7. Bunny Wailer: “Redemption Song” (from Tribute, 1981) — I’d never listened to the words before.
8. King Tubby Meets the Upsetter at the Grass Roots of Dub (nd) — With a pin-up of the mixing desks.
9. Don Williams: Greatest Hits Volume 1 (1975) — How to sing without opening your mouth.
10. David Allen Coe: Just Divorced (1984) — Puzzle time. What’s real and what’s fake? What’s touching and what’s tacky? What’s the difference?
11. A Billie Holiday Memorial (nd) — Has the advantage over later tributes in including those late tracks when she couldn’t, um, sing.
12. David Bowie: Low (1977) — The Sound of the Seventies (though see 41 below).
13. Associates: “PartyFearsTwo” (1982) — Further adventures of the ballad.
14. Misty in Roots: Live at the Counter-Eurovision (1979) — The most perfect reggae record ever made.
15. Bobby Vinton: Blue Velvet (1963) — Previous adventures of the ballad.
16. Cocteau Twins: “Aikea-Guinea” EP (1985) — New age music for people who pretend they don’t like new age music.
17. Mahlathini and the Mahotella Queens: Thokozile (1988) — Joe Cocker and Jennifer Warnes eat your hearts out.

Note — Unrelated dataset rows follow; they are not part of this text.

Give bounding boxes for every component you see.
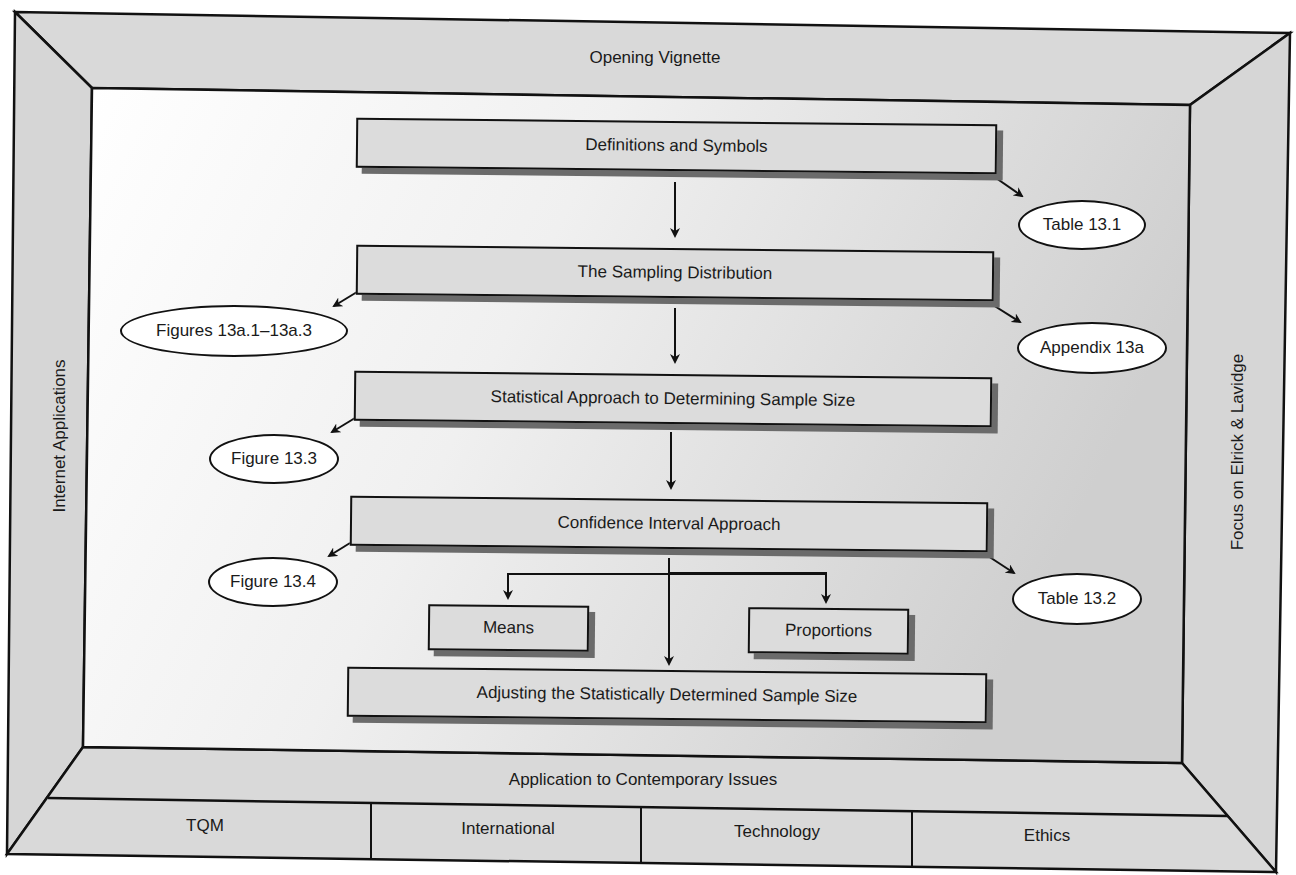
technology-cell: Technology bbox=[734, 822, 820, 842]
step-statistical-approach: Statistical Approach to Determining Samp… bbox=[354, 371, 992, 428]
step-confidence-interval: Confidence Interval Approach bbox=[350, 496, 988, 553]
branch-means: Means bbox=[428, 604, 589, 652]
step-sampling-distribution: The Sampling Distribution bbox=[356, 245, 994, 302]
ref-figure-13-4: Figure 13.4 bbox=[208, 557, 338, 607]
opening-vignette-label: Opening Vignette bbox=[589, 48, 720, 68]
focus-on-elrick-lavidge-label: Focus on Elrick & Lavidge bbox=[1228, 354, 1248, 551]
ref-table-13-1: Table 13.1 bbox=[1018, 200, 1146, 250]
branch-proportions: Proportions bbox=[748, 607, 909, 655]
internet-applications-label: Internet Applications bbox=[50, 359, 70, 512]
tqm-cell: TQM bbox=[186, 816, 224, 836]
step-adjusting-sample-size: Adjusting the Statistically Determined S… bbox=[347, 667, 987, 724]
ref-table-13-2: Table 13.2 bbox=[1012, 573, 1142, 625]
frame-bottom-panel bbox=[7, 747, 1276, 872]
ref-figure-13-3: Figure 13.3 bbox=[209, 434, 339, 484]
ref-appendix-13a: Appendix 13a bbox=[1017, 322, 1167, 374]
international-cell: International bbox=[461, 819, 555, 839]
step-definitions-symbols: Definitions and Symbols bbox=[356, 118, 997, 175]
inner-panel bbox=[83, 88, 1190, 763]
ethics-cell: Ethics bbox=[1024, 826, 1070, 846]
application-contemporary-issues-label: Application to Contemporary Issues bbox=[509, 770, 777, 790]
ref-figures-13a: Figures 13a.1–13a.3 bbox=[120, 305, 348, 357]
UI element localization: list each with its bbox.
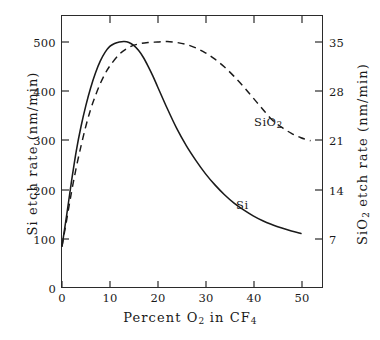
- y-axis-title-right-post: etch rate (nm/min): [355, 63, 370, 212]
- y-right-tick-label-14: 14: [329, 184, 355, 198]
- top-axis-ticks: [110, 16, 302, 23]
- chart-canvas: [0, 0, 380, 340]
- y-right-tick-label-21: 21: [329, 134, 355, 148]
- x-axis-title-pre: Percent O: [123, 310, 198, 325]
- y-axis-title-right: SiO2 etch rate (nm/min): [355, 34, 371, 274]
- series-label-sio2-pre: SiO: [254, 115, 276, 129]
- y-right-tick-label-35: 35: [329, 36, 355, 50]
- x-axis-title-subscript-cf4: 4: [251, 316, 257, 326]
- x-tick-label-40: 40: [234, 291, 274, 305]
- y-right-tick-label-28: 28: [329, 85, 355, 99]
- series-label-si: Si: [236, 198, 249, 212]
- x-tick-label-50: 50: [282, 291, 322, 305]
- series-label-sio2: SiO2: [254, 115, 282, 130]
- series-line-sio2: [62, 41, 311, 246]
- x-tick-label-20: 20: [138, 291, 178, 305]
- y-right-tick-label-7: 7: [329, 233, 355, 247]
- series-line-si: [62, 41, 301, 246]
- x-tick-label-30: 30: [186, 291, 226, 305]
- y-axis-title-right-pre: SiO: [355, 218, 370, 245]
- x-axis-ticks: [62, 281, 302, 288]
- y-axis-title-right-subscript: 2: [361, 212, 371, 218]
- series-label-sio2-subscript: 2: [276, 120, 282, 130]
- y-left-tick-label-0: 0: [18, 282, 56, 296]
- x-tick-label-10: 10: [90, 291, 130, 305]
- x-axis-title: Percent O2 in CF4: [0, 310, 380, 326]
- chart-figure: 0 10 20 30 40 50 0 100 200 300 400 500 7…: [0, 0, 380, 340]
- x-axis-title-mid: in CF: [204, 310, 250, 325]
- y-right-axis-ticks: [315, 42, 322, 239]
- y-axis-title-left: Si etch rate (nm/min): [25, 34, 40, 274]
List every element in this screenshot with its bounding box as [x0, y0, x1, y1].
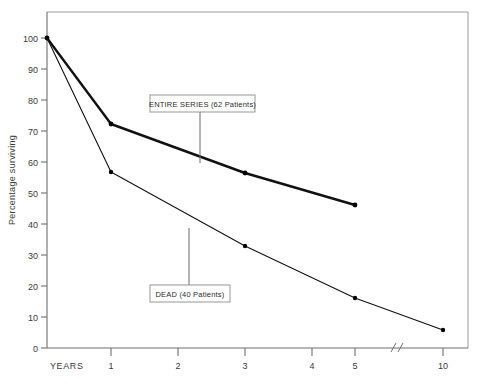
- data-point: [243, 244, 247, 248]
- series-dead: [47, 38, 445, 332]
- series-entire-series: [45, 36, 358, 208]
- y-tick-label-40: 40: [28, 220, 38, 230]
- y-tick-label-10: 10: [28, 313, 38, 323]
- y-tick-label-70: 70: [28, 127, 38, 137]
- callout-label-entire-series: ENTIRE SERIES (62 Patients): [149, 100, 256, 109]
- y-tick-label-20: 20: [28, 282, 38, 292]
- data-point: [109, 122, 114, 127]
- y-tick-label-0: 0: [33, 344, 38, 354]
- plot-frame: [47, 12, 468, 348]
- data-point: [243, 171, 248, 176]
- y-tick-label-100: 100: [23, 34, 38, 44]
- y-tick-label-30: 30: [28, 251, 38, 261]
- data-point: [109, 170, 113, 174]
- callout-entire-series: ENTIRE SERIES (62 Patients): [149, 95, 256, 163]
- y-tick-label-50: 50: [28, 189, 38, 199]
- x-tick-label-4: 4: [309, 361, 314, 371]
- callout-label-dead: DEAD (40 Patients): [155, 290, 224, 299]
- x-axis: 1 2 3 4 5 10 YEARS: [47, 343, 468, 371]
- survival-chart: 100 90 80 70 60 50 40 30 20 10 0 Percent…: [0, 0, 480, 386]
- y-tick-label-90: 90: [28, 65, 38, 75]
- y-tick-label-60: 60: [28, 158, 38, 168]
- x-tick-label-5: 5: [352, 361, 357, 371]
- x-tick-label-1: 1: [108, 361, 113, 371]
- data-point: [353, 296, 357, 300]
- x-tick-label-3: 3: [242, 361, 247, 371]
- chart-canvas: 100 90 80 70 60 50 40 30 20 10 0 Percent…: [0, 0, 480, 386]
- series-entire-series-line: [47, 38, 355, 205]
- callout-dead: DEAD (40 Patients): [150, 228, 230, 302]
- series-dead-line: [47, 38, 443, 330]
- data-point: [353, 203, 358, 208]
- data-point: [441, 328, 445, 332]
- y-axis-title: Percentage surviving: [7, 135, 17, 225]
- frame-border: [47, 12, 468, 348]
- x-tick-label-10: 10: [438, 361, 448, 371]
- y-tick-label-80: 80: [28, 96, 38, 106]
- x-tick-label-2: 2: [175, 361, 180, 371]
- x-axis-origin-label: YEARS: [50, 361, 84, 371]
- y-axis: 100 90 80 70 60 50 40 30 20 10 0 Percent…: [7, 12, 47, 354]
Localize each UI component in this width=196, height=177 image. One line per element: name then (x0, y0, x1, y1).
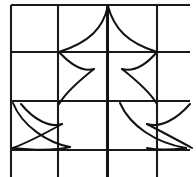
drawing-canvas: Pine tree line drawing on practice grid … (0, 0, 196, 177)
tree-grid-figure (0, 0, 196, 177)
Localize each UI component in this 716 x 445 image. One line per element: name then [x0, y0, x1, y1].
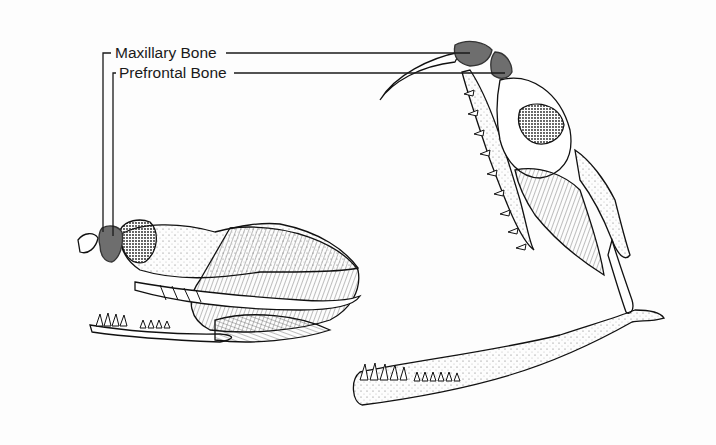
maxillary-leader-line: [103, 53, 111, 232]
skull-illustration: [0, 0, 716, 445]
closed-skull: [78, 220, 360, 342]
label-maxillary-bone: Maxillary Bone: [112, 44, 220, 62]
label-prefrontal-bone: Prefrontal Bone: [116, 64, 230, 82]
diagram-canvas: Maxillary Bone Prefrontal Bone: [0, 0, 716, 445]
prefrontal-leader-line: [113, 73, 117, 236]
open-skull: [353, 41, 664, 405]
prefrontal-highlight-open: [491, 52, 512, 78]
maxillary-highlight-open: [454, 41, 492, 66]
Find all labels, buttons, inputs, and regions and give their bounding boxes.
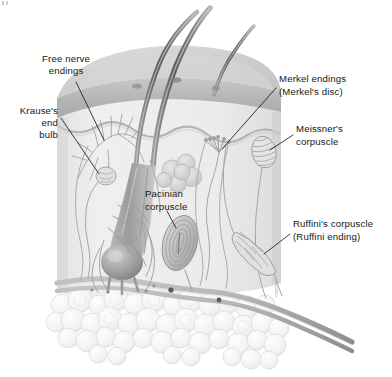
- krauses-end-bulb-line3: bulb: [39, 129, 58, 140]
- krauses-end-bulb-line2: end: [42, 117, 58, 128]
- hair-pore-3: [212, 86, 220, 91]
- free-nerve-endings-line2: endings: [49, 65, 84, 76]
- hair-pore-1: [132, 83, 142, 88]
- pacinian-corpuscle-line1: Pacinian: [145, 188, 183, 199]
- hair-bulb: [101, 244, 143, 280]
- pacinian-corpuscle-line2: corpuscle: [145, 201, 187, 212]
- free-nerve-endings-line1: Free nerve: [42, 53, 90, 64]
- skin-diagram-svg: Free nerve endings Krause's end bulb Mer…: [0, 0, 392, 377]
- meissners-corpuscle-line2: corpuscle: [296, 136, 338, 147]
- skin-receptors-figure: Free nerve endings Krause's end bulb Mer…: [0, 0, 392, 377]
- merkel-endings-line2: (Merkel's disc): [279, 86, 343, 97]
- meissners-corpuscle-line1: Meissner's: [296, 123, 343, 134]
- krauses-end-bulb-line1: Krause's: [20, 105, 58, 116]
- block-left-shade: [57, 118, 68, 295]
- label-free-nerve-endings: Free nerve endings: [42, 53, 90, 76]
- hair-pore-2: [171, 77, 182, 83]
- ruffinis-corpuscle-line2: (Ruffini ending): [293, 231, 360, 242]
- block-right-shade: [272, 112, 281, 285]
- ruffinis-corpuscle-line1: Ruffini's corpuscle: [293, 218, 373, 229]
- merkel-endings-line1: Merkel endings: [279, 73, 346, 84]
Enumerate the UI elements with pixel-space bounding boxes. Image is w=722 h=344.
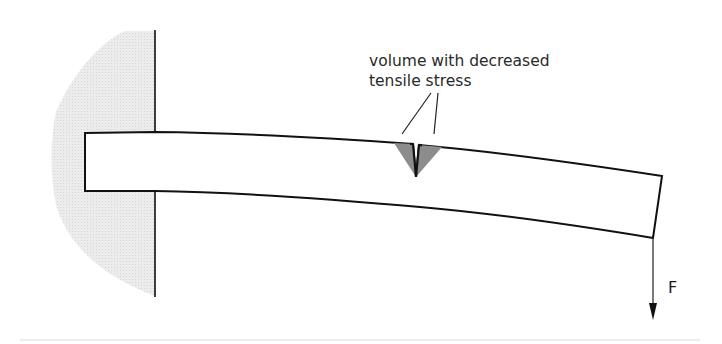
leader-line-left — [402, 93, 431, 134]
cantilever-beam-diagram: volume with decreased tensile stress F — [0, 0, 722, 344]
annotation-line-1: volume with decreased — [369, 52, 550, 70]
beam — [85, 132, 662, 238]
annotation-line-2: tensile stress — [369, 72, 471, 90]
leader-line-right — [434, 93, 438, 134]
force-arrowhead-icon — [649, 303, 657, 320]
force-label: F — [668, 278, 677, 297]
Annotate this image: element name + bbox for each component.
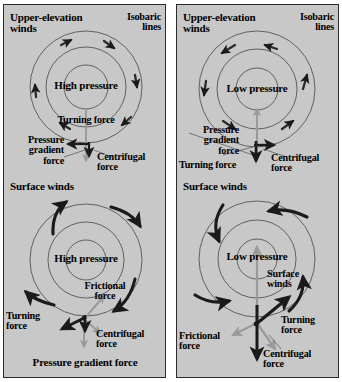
label-surface-winds-right: Surface winds [183, 181, 247, 192]
sw-line1-right: Surface [267, 268, 299, 279]
label-pressure-gradient-force-surface-left: Pressure gradient force [9, 357, 161, 368]
cf-line2-upper-right: force [271, 162, 292, 173]
label-pressure-gradient-force-upper-left: Pressuregradientforce [6, 135, 64, 166]
tf-line1-surface-right: Turning [281, 314, 315, 325]
tf-line2-surface-left: force [6, 320, 27, 331]
cf-line1-upper-right: Centrifugal [271, 152, 319, 163]
pgf-line1-upper-left: Pressure [28, 134, 64, 145]
isobaric-line1-left: Isobaric [127, 11, 161, 22]
label-turning-force-upper-right: Turning force [179, 160, 236, 170]
ff-line1-right: Frictional [179, 330, 220, 341]
uew-line2-left: winds [10, 22, 37, 34]
tf-line2-surface-right: force [281, 324, 302, 335]
pgf-line1-upper-right: Pressure [203, 124, 239, 135]
label-upper-elevation-winds-right: Upper-elevationwinds [183, 12, 255, 34]
label-frictional-force-left: Frictionalforce [68, 281, 142, 302]
label-centrifugal-force-upper-right: Centrifugalforce [271, 153, 319, 174]
panel-high-pressure: Upper-elevationwinds Isobariclines High … [3, 4, 166, 378]
label-pressure-gradient-force-upper-right: Pressuregradientforce [177, 125, 239, 156]
label-surface-winds-inner-right: Surfacewinds [267, 269, 299, 290]
label-isobaric-lines-left: Isobariclines [97, 12, 161, 33]
pgf-line2-upper-left: gradient [29, 144, 64, 155]
surface-force-vectors-right [233, 247, 289, 359]
label-turning-force-upper-left: Turning force [32, 115, 140, 125]
cf-line1-upper-left: Centrifugal [97, 151, 145, 162]
panel-low-pressure: Upper-elevationwinds Isobariclines Low p… [176, 4, 339, 378]
uew-line2-right: winds [183, 22, 210, 34]
ff-line2-right: force [179, 340, 200, 351]
label-high-pressure-surface-left: High pressure [31, 253, 141, 264]
cf-line1-surface-left: Centrifugal [96, 328, 144, 339]
figure-root: Upper-elevationwinds Isobariclines High … [0, 0, 342, 382]
cf-line2-surface-right: force [263, 358, 284, 369]
label-centrifugal-force-surface-left: Centrifugalforce [96, 329, 144, 350]
label-turning-force-surface-right: Turningforce [281, 315, 315, 336]
ff-line2-left: force [95, 290, 116, 301]
label-high-pressure-upper-left: High pressure [31, 80, 141, 91]
label-surface-winds-left: Surface winds [10, 181, 74, 192]
label-centrifugal-force-upper-left: Centrifugalforce [97, 152, 145, 173]
pgf-line3-upper-left: force [43, 155, 64, 166]
tf-line1-surface-left: Turning [6, 310, 40, 321]
sw-line2-right: winds [267, 278, 291, 289]
cf-line2-surface-left: force [96, 338, 117, 349]
force-node-surface-right [254, 322, 259, 327]
vector-centrifugal-gray-surface-right [257, 323, 275, 349]
uew-line1-left: Upper-elevation [10, 11, 82, 23]
label-centrifugal-force-surface-right: Centrifugalforce [263, 349, 311, 370]
label-low-pressure-upper-right: Low pressure [202, 83, 312, 94]
pgf-line2-upper-right: gradient [204, 134, 239, 145]
vector-frictional-surface-right [233, 323, 257, 335]
uew-line1-right: Upper-elevation [183, 11, 255, 23]
label-low-pressure-surface-right: Low pressure [202, 251, 312, 262]
label-frictional-force-right: Frictionalforce [179, 331, 220, 352]
label-upper-elevation-winds-left: Upper-elevationwinds [10, 12, 82, 34]
label-turning-force-surface-left: Turningforce [6, 311, 40, 332]
isobaric-line2-right: lines [315, 21, 334, 32]
pgf-line3-upper-right: force [218, 145, 239, 156]
label-isobaric-lines-right: Isobariclines [270, 12, 334, 33]
force-node-surface-left [82, 316, 87, 321]
ff-line1-left: Frictional [84, 280, 125, 291]
isobaric-line1-right: Isobaric [300, 11, 334, 22]
isobaric-line2-left: lines [142, 21, 161, 32]
cf-line2-upper-left: force [97, 161, 118, 172]
cf-line1-surface-right: Centrifugal [263, 348, 311, 359]
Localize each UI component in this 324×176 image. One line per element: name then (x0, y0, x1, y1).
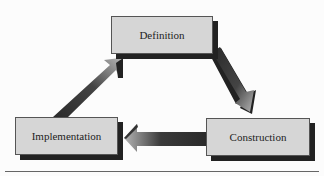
construction-label: Construction (230, 131, 287, 143)
implementation-label: Implementation (32, 130, 102, 142)
arrow-implementation-to-definition (53, 58, 123, 117)
definition-label: Definition (139, 29, 184, 41)
construction-node: Construction (206, 118, 310, 156)
divider-line (5, 171, 319, 172)
implementation-node: Implementation (15, 117, 118, 155)
cycle-diagram: Definition Construction Implementation (0, 0, 324, 176)
definition-node: Definition (111, 16, 213, 54)
arrow-construction-to-implementation (124, 124, 206, 152)
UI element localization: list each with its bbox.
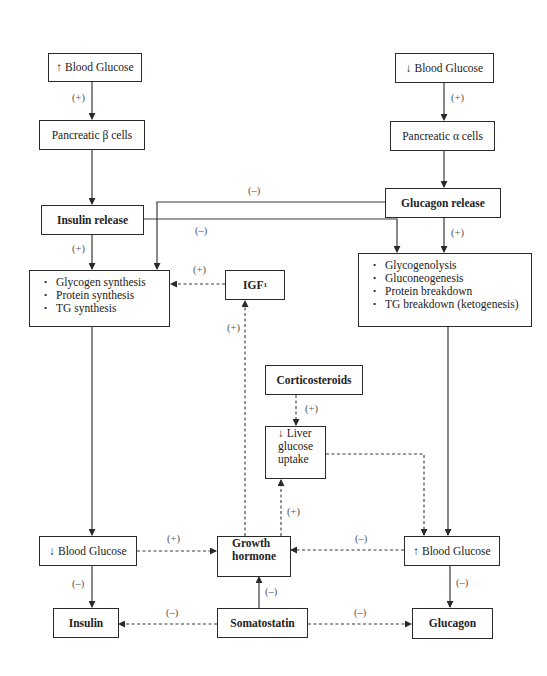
list-item: Protein breakdown <box>371 285 519 298</box>
edge-label: (–) <box>248 185 260 196</box>
node-growth-hormone: Growth hormone <box>217 536 291 577</box>
edge-label: (+) <box>193 264 206 275</box>
node-blood-glucose-down-bottom: ↓ Blood Glucose <box>39 536 137 566</box>
arrow-up-icon: ↑ <box>413 545 419 558</box>
node-label: IGF <box>243 279 263 292</box>
node-blood-glucose-down-top: ↓ Blood Glucose <box>395 53 494 83</box>
node-insulin: Insulin <box>53 608 119 638</box>
synthesis-list: Glycogen synthesis Protein synthesis TG … <box>42 276 146 315</box>
node-label: Blood Glucose <box>58 545 127 558</box>
edge-label: (–) <box>355 533 367 544</box>
node-liver-glucose-uptake: ↓ Liver glucose uptake <box>265 426 326 479</box>
node-label-line: glucose <box>278 440 313 453</box>
list-item: Glycogen synthesis <box>42 276 146 289</box>
node-label: Blood Glucose <box>422 545 491 558</box>
node-label: Glucagon release <box>401 197 485 210</box>
edge-label: (+) <box>451 227 464 238</box>
edge-label: (–) <box>354 607 366 618</box>
node-glucagon-release: Glucagon release <box>385 188 501 218</box>
glucose-regulation-diagram: ↑ Blood Glucose Pancreatic β cells Insul… <box>0 0 547 676</box>
node-label: Blood Glucose <box>65 61 134 74</box>
list-item: TG synthesis <box>42 302 146 315</box>
node-corticosteroids: Corticosteroids <box>265 365 363 395</box>
edge-label: (+) <box>451 92 464 103</box>
edge-label: (–) <box>265 586 277 597</box>
arrow-up-icon: ↑ <box>56 61 62 74</box>
node-label-line: hormone <box>232 550 276 563</box>
node-synthesis-effects: Glycogen synthesis Protein synthesis TG … <box>29 270 170 327</box>
arrow-down-icon: ↓ <box>406 62 412 75</box>
node-insulin-release: Insulin release <box>41 205 144 235</box>
footnote-marker: 1 <box>263 279 267 292</box>
node-label: Pancreatic α cells <box>402 130 483 143</box>
node-blood-glucose-up-bottom: ↑ Blood Glucose <box>404 536 500 566</box>
node-label: Pancreatic β cells <box>52 129 133 142</box>
node-pancreatic-alpha-cells: Pancreatic α cells <box>390 121 495 151</box>
edge-label: (–) <box>195 225 207 236</box>
edge-label: (+) <box>227 322 240 333</box>
node-igf: IGF1 <box>225 270 285 300</box>
node-label: Insulin release <box>57 214 128 227</box>
node-label-line: ↓ Liver <box>278 427 312 440</box>
edge-label: (–) <box>166 607 178 618</box>
edge-label: (+) <box>167 533 180 544</box>
list-item: Protein synthesis <box>42 289 146 302</box>
node-breakdown-effects: Glycogenolysis Gluconeogenesis Protein b… <box>358 253 532 327</box>
edge-label: (–) <box>456 577 468 588</box>
node-label: Insulin <box>69 617 104 630</box>
edge-label: (+) <box>305 403 318 414</box>
node-label: Blood Glucose <box>414 62 483 75</box>
arrow-down-icon: ↓ <box>49 545 55 558</box>
node-blood-glucose-up-top: ↑ Blood Glucose <box>48 53 142 82</box>
node-label: Somatostatin <box>230 617 295 630</box>
edge-label: (+) <box>72 243 85 254</box>
node-glucagon: Glucagon <box>412 608 493 639</box>
list-item: TG breakdown (ketogenesis) <box>371 298 519 311</box>
edge-label: (+) <box>72 92 85 103</box>
list-item: Gluconeogenesis <box>371 272 519 285</box>
list-item: Glycogenolysis <box>371 259 519 272</box>
node-somatostatin: Somatostatin <box>217 608 308 638</box>
edge-label: (–) <box>72 578 84 589</box>
node-label: Glucagon <box>429 617 476 630</box>
node-pancreatic-beta-cells: Pancreatic β cells <box>39 120 145 150</box>
edge-label: (+) <box>287 506 300 517</box>
node-label: Corticosteroids <box>276 374 351 387</box>
node-label-line: uptake <box>278 453 309 466</box>
node-label-line: Growth <box>232 537 270 550</box>
breakdown-list: Glycogenolysis Gluconeogenesis Protein b… <box>371 259 519 311</box>
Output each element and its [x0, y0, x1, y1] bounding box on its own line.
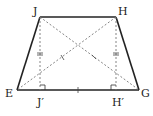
- solid-edges: [17, 17, 139, 90]
- diagonal-he: [17, 17, 116, 90]
- label-h: H: [118, 5, 128, 18]
- dashed-segments: [17, 17, 139, 90]
- single-tick-jg: [92, 55, 96, 59]
- diagonal-jg: [40, 17, 139, 90]
- edge-ej: [17, 17, 40, 90]
- edge-hg: [116, 17, 139, 90]
- label-j: J: [32, 5, 37, 18]
- label-g: G: [141, 87, 150, 100]
- trapezoid-diagram: J H E G J′ H′: [0, 0, 153, 116]
- tick-marks: [37, 53, 119, 93]
- label-j-prime: J′: [36, 96, 44, 109]
- label-h-prime: H′: [112, 96, 125, 109]
- label-e: E: [5, 87, 13, 100]
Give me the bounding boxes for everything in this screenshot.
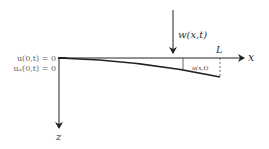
z-axis-label: z [55,131,62,142]
x-axis-label: x [248,51,255,64]
bc-slope: uₓ(0,t) = 0 [13,64,56,73]
deflection-label: u(x,t) [192,64,209,71]
load-label: w(x,t) [178,29,207,40]
bc-displacement: u(0,t) = 0 [17,54,56,63]
beam-diagram: w(x,t) L x z u(x,t) u(0,t) = 0 uₓ(0,t) =… [0,0,269,149]
length-label: L [215,44,223,55]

18. Bobby Bare: (Margie’s at) the Lincoln Park Inn and Other Controversial Country Songs (1969) — When it comes right down to it country music is essentially a comic form.
19. Temptations: Puzzle People (1969) — Those voices in pursuit of pure pop.
20. “Past, Present and Future” on the Golden Hits of the Shangri-Las (1966) — Excerpt from a teenage ballet.
21. The Jive 5’s Greatest Hits (nd) — Doo-wop at its most exhilarating and most weird.
22. The Stanley Brothers and the Clinch Mountain Boys: The Columbia Sessions 1949-56 (1980) — Shut your eyes and belieeeeeve.
23. Eagles: “Lyin’ Eyes” on Their Greatest Hits (1976) — The most perfect pop single ever made.
24. Michel Legrand: Les Parapluies de Cherbourg (nd) — Life reduced to a song, part 1.
25. Djeli Moussa Diawara: 1st LP (nd) — What is meant, I assume, by “the music of the spheres.”
26. Otis Redding: Live in Europe (1972 Japanese reissue) — Complete with transcribed grunts and groans.
27. Culturcide: “Bruce” from Tacky Souvenirs of Pre-Revolutionary America (nd) — Uniquely effective rock criticism.
28. Dolly Parton: Dolly at Her Best (1972) — Just for the segue from “How Great Thou Art” to “Just the Way I Am.”
29. Tom T. Hall: In Search of a Song (1971) — Life reduced to a song, part 2.
30. Carol Jianni: “Hit ‘n’ Run Lover” (1981) — The Montreal disco sound–the girl group comes out of the closet.
31. Patti Smith: Horses (1975) — The sexiest record ever made.
32. Tabou Combo: 8th Sacrament (1974) — Tumbling percussion.
33. Kool and the Gang: “Get Down On It” (1974) — American minimalism–on the (low) dance floor.
34. Philip Glass: Dance Pieces (1987) — American minimalism–on the (high) dance floor.
35. Sharon Redd: “Never Give You Up” (1982) — The excitement of sexual dependency.
36. Mathilde Santing (10-inch promotional LP, 1982) — The coolest of cover versions.
37. Creation Rebel: Starship Africa (1980) — Space music.
38. Sona Diabate and M’mah Sylha: Sahel (1988) – Women’s talk.
39. Ladysmith Black Mambazo: Umthombo Wamanzi (1988) — Men’s talk.
40. Johnny Taylor: Just Ain’t Good Enough (1982) — For three tracks–“I’m So Proud,” “Don’t Wait,” “Just Ain’t Good Enough”–the most perfect soul record ever made.
41. Culture: Two Sevens Clash (1977) — The record from which the Clash took their name.
42. Butch Hancock: The Wind’s Dominion (1979) — Texan intellectuals at play.
43. Public Enemy: It Takes a Nation of Millions to Hold Us Back (1988) — The aesthetic of the sneer II–the definitive boys’ street sound.
44. Various Artists: Serious Beats Vol 3 (1991) — Or why Belgians don’t want to dance.
45. Paolo Conti: Concerti (nd) — An Italian chansonnier.
46. Kraftwerk: The Mix (1991) — All those glossy tunes in a single glossy packet.
47. Laurie Anderson: Strange Angels (1989) — I could listen to her for hours.
48. Sinead O’Connor: “Nothing Compares 2 U” (1990)
49. Carlos D’Alessio et Marguerite Duras: India Song et Autres Musique des Films (1984) — Euro-pop.
50. The John Barry Seven and Orchestra: Hit and Miss (1979) — Hits from 1958-1962–the last great instrumental era.